Prior to joining the NCI, Richard conducted research at the Menlo Park VA Hospital, taught statistics at several Bay Area graduate schools, and conducted trainings for the statistical program SPSS. Richard received his Ph.D. in Clinical Psychology from Palo Alto University in 1996.
Lucila Ohno-Machado, MD, PhD, MBA, is the Deputy Dean for Biomedical Informatics and the Chair of Biomedical Informatics and Data Science. As Deputy Dean for Biomedical Informatics, Ohno-Machado oversees the infrastructure related to biomedical informatics research across the academic health system. Biomedical Informatics and Data Science serves as the hub for biomedical collaboration at Yale. In 2024, Dr. Ohno-Machado was appointed an MPI and Co-Director of the Yale Center for Clinical Investigation, Yale’s CTSA. She was health sciences associate dean for informatics and technology, founding chief of the Division of Biomedical Informatics in the Department of Medicine, and distinguished professor of medicine at the University of California San Diego (UCSD). She also was founding chair of the UCSD Health Department of Biomedical Informatics and founding faculty of the UCSD Halicioğlu Data Science Institute in La Jolla, California. She received her medical degree from the University of São Paulo, Brazil; her MBA from the Escola de Administração de São Paulo, Fundação Getúlio Vargas, Brazil; and her PhD in medical information sciences and computer science at Stanford University. She has led informatics centers that were funded by various NIH initiatives and by agencies such as AHRQ, PCORI, and NSF.

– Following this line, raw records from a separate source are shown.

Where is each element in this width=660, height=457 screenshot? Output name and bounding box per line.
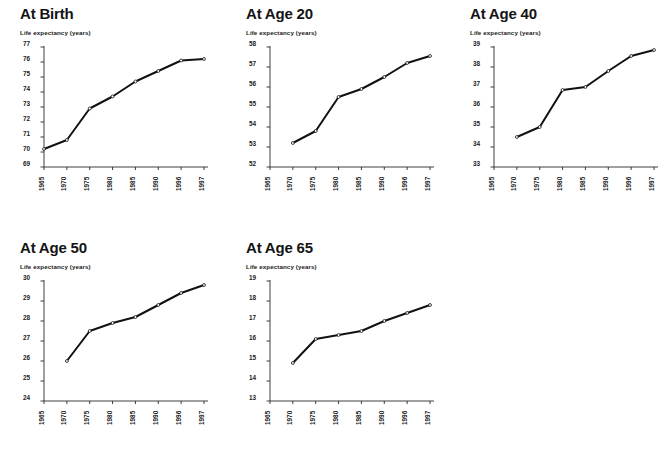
- data-point-marker: [337, 334, 340, 337]
- y-tick-label: 13: [228, 395, 256, 401]
- data-point-marker: [360, 330, 363, 333]
- x-tick-label: 1975: [310, 411, 316, 425]
- y-tick-label: 15: [228, 355, 256, 361]
- y-tick-label: 14: [228, 375, 256, 381]
- data-series-line: [293, 305, 430, 363]
- data-point-marker: [314, 338, 317, 341]
- x-tick-label: 1980: [333, 411, 339, 425]
- data-point-marker: [429, 304, 432, 307]
- x-tick-label: 1970: [287, 411, 293, 425]
- x-tick-label: 1985: [356, 411, 362, 425]
- y-tick-label: 17: [228, 315, 256, 321]
- y-tick-label: 19: [228, 275, 256, 281]
- chart-title: At Age 65: [246, 240, 313, 255]
- y-tick-label: 16: [228, 335, 256, 341]
- life-expectancy-chart-grid: At BirthLife expectancy (years)697071727…: [0, 0, 660, 457]
- x-tick-label: 1965: [265, 411, 271, 425]
- x-tick-label: 1996: [402, 411, 408, 425]
- chart-panel-5: At Age 65Life expectancy (years)13141516…: [0, 0, 660, 457]
- y-axis-label: Life expectancy (years): [246, 264, 317, 270]
- x-tick-label: 1990: [379, 411, 385, 425]
- data-point-marker: [291, 362, 294, 365]
- data-point-marker: [406, 312, 409, 315]
- y-tick-label: 18: [228, 295, 256, 301]
- x-tick-label: 1997: [425, 411, 431, 425]
- data-point-marker: [383, 320, 386, 323]
- plot-area: [262, 278, 436, 404]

Amberlynn Reed, MPH, serves as the Assistant Director of the Office of Data Science and Health Informatics within the National Eye Institute. In her role, she spearheads initiatives aimed at enhancing data collection, sharing, and interoperability. Her overarching objective is to advance public health by leveraging scientific data and effective knowledge management strategies within the field of eye health sciences.
Dr. Kurt Rohloff is CTO and Co-founder of Duality Technologies (https://www.dualitytech.com). He leads advanced technology development teams focused on secure data collaboration capabilities to support applications and new products in medical, defense and financial domains. He has led multiple HHS-funded efforts developing and deploying secure medical data collaboration capabilities to help address challenges related to rare disease data collaboration. He is the founder of one of the main open-source software libraries for secure computing technologies, OpenFHE (https://www.openfhe.org). Duality Technologies products have been deployed to support defense and national security missions for the US and allied partners. He was previously a senior scientist at Raytheon BBN Technologies and Assoc. Prof. of Computer Science at NJIT. He is a recipient of the DARPA Young Faculty Award and a DARPA Director’s Fellowship. He received his Bachelor of Electrical Engineering degree from Georgia Tech, and his MS and Ph.D. degrees in Electrical Engineering from the University of Michigan.